Bank of America and Nashville Symphony in Foreclosure Face-Off

The relationship between Bank of America (BAC) and the Nashville Symphony Orchestra has descended into dissonance.

B of A last Friday began foreclosure proceedings on the Schermerhorn Symphony Center, the orchestra's home. The Nashville Symphony Association owes about $82 million on the 1,844 -seat neoclassical building, which opened seven years ago at a cost of nearly $124 million.

Since then the Grammy Award-winning symphony has prospered artistically but struggled financially. A flood that inundated Nashville in May 2010 closed the Schermerhorn for seven months and caused $40 million in damage. The deluge coincided with the economic downturn and a falloff in fundraising. The association lost $11.7 million in the fiscal year that ended July 31, according to news reports.

"Difficult macroeconomic conditions over the last few years have impacted revenues, donation levels and the value of our investments," Ed Goodrich, the symphony's chairman, and Alan Valentine, its chief executive, wrote in March in a message posted on the symphony's website. Symphony officials did not comment for this article.

The symphony in March said it would not renew a letter of credit from B of A and other banks
that backed the bonds on the Schermerhorn Center. B of A plans to auction the symphony center on June 28 unless the association and its lenders can reach a deal.

"The bank group has been in discussions for some time with the orchestra to help it resolve its debt on an acceptable basis and operate at a sustainable level," B of A spokeswoman Shirley Norton says in an email. "However, [the association] is in default and has been unwilling or unable to repay the debt."

The foreclosure is "a last resort," adds Norton, who says discussions are continuing. Norton declined to identify other lenders that belong to the bank group.

Musicians who play in the symphony blasted the banks' move. "Such hardball is absurd," the Nashville Musicians Association said in a statement posted last Friday on its website. "As readers, interested symphony patrons and musicians weave through numbers (some inaccurate) with lots of zeros and terms like deficit, default and bankruptcy, the common thread that most of us understand is banks, ruthless bankers and foreclosure."

The musicians noted that B of A is slated to sponsor the symphony's Pops series scheduled to begin in September.

Mayor Karl Dean, who has urged the parties to mediate their differences, has suggested a solution that may lie with some other banks that maintain a big presence in Music City. Regions Financial (RF) holds the large share of deposits in the market, followed by B of A and SunTrust Banks (STI), according to the Federal Deposit Insurance Corp. A Regions spokesman declined to say whether the bank is involved in negotiations over the orchestra's financial future. A SunTrust spokesman did not respond to a request for comment.

M&T Bank (MTB) rescued a struggling symphony in the company's hometown of Buffalo when Robert Wilmers in 1983 took over as chief executive and made support for the city's cultural institutions part of the bank's mission.

Dean has alluded to as much. "The Schermerhorn Symphony Center is right in the middle of Nashville's future," he wrote to the association. "Similarly, the banks that are owed money are an integral part of our community."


**ASSIGNED TASK:** Word for word, copy out the entries below, but not the pictures in them.

[Opening EXTRACTED DATA section]

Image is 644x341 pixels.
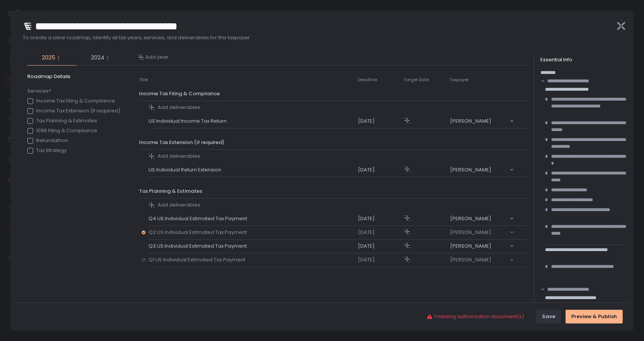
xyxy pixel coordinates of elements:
span: [PERSON_NAME] [450,256,491,263]
span: Add deliverables [158,152,200,159]
span: Income Tax Filing & Compliance [139,90,220,97]
th: Taxpayer [449,73,514,86]
td: [DATE] [358,253,403,266]
span: [PERSON_NAME] [450,215,491,222]
span: Q2 US Individual Estimated Tax Payment [148,228,250,236]
td: [DATE] [358,163,403,177]
button: Preview & Publish [565,309,623,323]
div: Preview & Publish [571,312,616,320]
div: Search for option [449,228,513,236]
span: 2025 [42,53,56,62]
span: Services* [28,87,121,94]
div: Search for option [449,243,513,249]
input: Search for option [491,167,509,167]
span: 1 missing authorization document(s) [434,312,523,320]
span: [PERSON_NAME] [450,167,491,173]
th: Target Date [403,73,449,86]
div: Save [542,312,555,320]
th: Deadline [358,73,403,86]
span: To create a clear roadmap, identify all tax years, services, and deliverables for this taxpayer [23,34,608,41]
span: US Individual Income Tax Return [148,117,229,125]
td: [DATE] [358,225,403,239]
span: Tax Planning & Estimates [139,187,202,194]
span: Add deliverables [158,104,200,111]
input: Search for option [491,228,509,229]
th: Title [139,73,148,86]
span: Add deliverables [158,201,200,209]
td: [DATE] [358,212,403,225]
span: Q4 US Individual Estimated Tax Payment [148,215,250,222]
span: [PERSON_NAME] [450,243,491,249]
span: US Individual Return Extension [148,167,224,173]
span: [PERSON_NAME] [450,117,491,125]
div: Search for option [449,117,513,125]
span: Roadmap Details [28,73,123,80]
span: 2024 [91,53,104,62]
input: Search for option [491,243,509,243]
div: Search for option [449,215,513,222]
td: [DATE] [358,239,403,253]
div: Search for option [449,167,513,173]
div: Essential Info [540,56,627,63]
button: Save [536,309,561,323]
button: Add year [138,54,168,60]
input: Search for option [491,117,509,118]
span: Q3 US Individual Estimated Tax Payment [148,243,250,249]
input: Search for option [491,215,509,216]
span: Income Tax Extension (if required) [139,139,224,146]
span: [PERSON_NAME] [450,228,491,236]
td: [DATE] [358,114,403,128]
div: Search for option [449,256,513,263]
input: Search for option [491,256,509,257]
span: Q1 US Individual Estimated Tax Payment [148,256,248,263]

[Closing EXTRACTED DATA section]

**WRITTEN SOLUTION:**
Image is 644x341 pixels.
xyxy pixel coordinates of elements:
span: [PERSON_NAME] [450,256,491,263]
span: Add deliverables [158,152,200,159]
span: Income Tax Filing & Compliance [139,90,220,97]
th: Taxpayer [449,73,514,86]
td: [DATE] [358,253,403,266]
span: [PERSON_NAME] [450,215,491,222]
span: Q2 US Individual Estimated Tax Payment [148,228,250,236]
td: [DATE] [358,163,403,177]
button: Preview & Publish [565,309,623,323]
div: Preview & Publish [571,312,616,320]
div: Search for option [449,228,513,236]
span: 2025 [42,53,56,62]
span: Services* [28,87,121,94]
div: Search for option [449,243,513,249]
input: Search for option [491,167,509,167]
span: 1 missing authorization document(s) [434,312,523,320]
span: [PERSON_NAME] [450,167,491,173]
th: Target Date [403,73,449,86]
div: Save [542,312,555,320]
th: Deadline [358,73,403,86]
span: To create a clear roadmap, identify all tax years, services, and deliverables for this taxpayer [23,34,608,41]
span: US Individual Income Tax Return [148,117,229,125]
td: [DATE] [358,225,403,239]
span: Tax Planning & Estimates [139,187,202,194]
span: Add deliverables [158,104,200,111]
input: Search for option [491,228,509,229]
th: Title [139,73,148,86]
span: Add deliverables [158,201,200,209]
td: [DATE] [358,212,403,225]
span: Q4 US Individual Estimated Tax Payment [148,215,250,222]
span: [PERSON_NAME] [450,243,491,249]
span: US Individual Return Extension [148,167,224,173]
span: [PERSON_NAME] [450,117,491,125]
div: Search for option [449,117,513,125]
span: Roadmap Details [28,73,123,80]
span: 2024 [91,53,104,62]
input: Search for option [491,243,509,243]
div: Search for option [449,215,513,222]
td: [DATE] [358,239,403,253]
div: Search for option [449,167,513,173]
div: Essential Info [540,56,627,63]
button: Save [536,309,561,323]
button: Add year [138,54,168,60]
input: Search for option [491,117,509,118]
span: Q3 US Individual Estimated Tax Payment [148,243,250,249]
input: Search for option [491,215,509,216]
span: Income Tax Extension (if required) [139,139,224,146]
span: [PERSON_NAME] [450,228,491,236]
td: [DATE] [358,114,403,128]
div: Search for option [449,256,513,263]
input: Search for option [491,256,509,257]
span: Q1 US Individual Estimated Tax Payment [148,256,248,263]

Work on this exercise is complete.